WaPo reports that an environmental activist is under arrest after successfully bidding $1.8 million dollars he didn't have on 22,000 acres of federal land at a federal auction:
Instead of joining his protester friends on the snowy sidewalk outside the Bureau of Land Management office in Salt Lake City, Tim DeChristopher took a seat inside. In a room milling with oil and gas men who knew one another by sight, he was the unknown in a red parka, registering as a bidder in an auction for the rights to drill on 149,000 acres of federal land. DeChristopher was handed a red paddle bearing the number 70.
Half an hour later, he was raising it.
"I leaned forward to one of my colleagues and said, 'This guy behind us is just running up the prices,' " said David Terry, a Salt Lake City oil-land man who routinely attends the BLM auctions. "And my friend said, 'Yeah, he's going to get stuck with a tract.' "
The University of Utah economics student got stuck with 13. Promising the federal government $1.8 million he does not have, DeChristopher emerged holding leases on 22,000 acres in the scenic southeast corner of Utah.

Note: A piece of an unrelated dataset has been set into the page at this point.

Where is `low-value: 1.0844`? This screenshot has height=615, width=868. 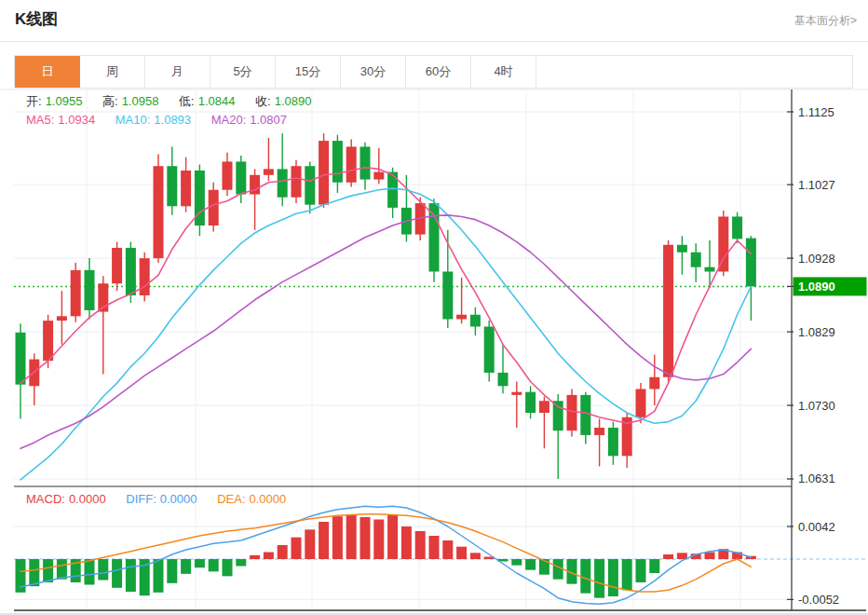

He might have gone home with more had federal agents not led him out of the room after he secured the rights to a dozen parcels in a row, finally just holding his paddle over his head, even between offers. The U.S. attorney is considering charges that a spokeswoman declined to specify.
There are many potential reactions to this, but my reaction is that, instead of beefing up its security, BLM needs to rethink the rules of its auctions, perhaps employing a little game theory. For example, maybe BLM should hire DeChristopher to show up and bid at all its auctions, because the government is obviously leasing federal lands for less than the market will bear.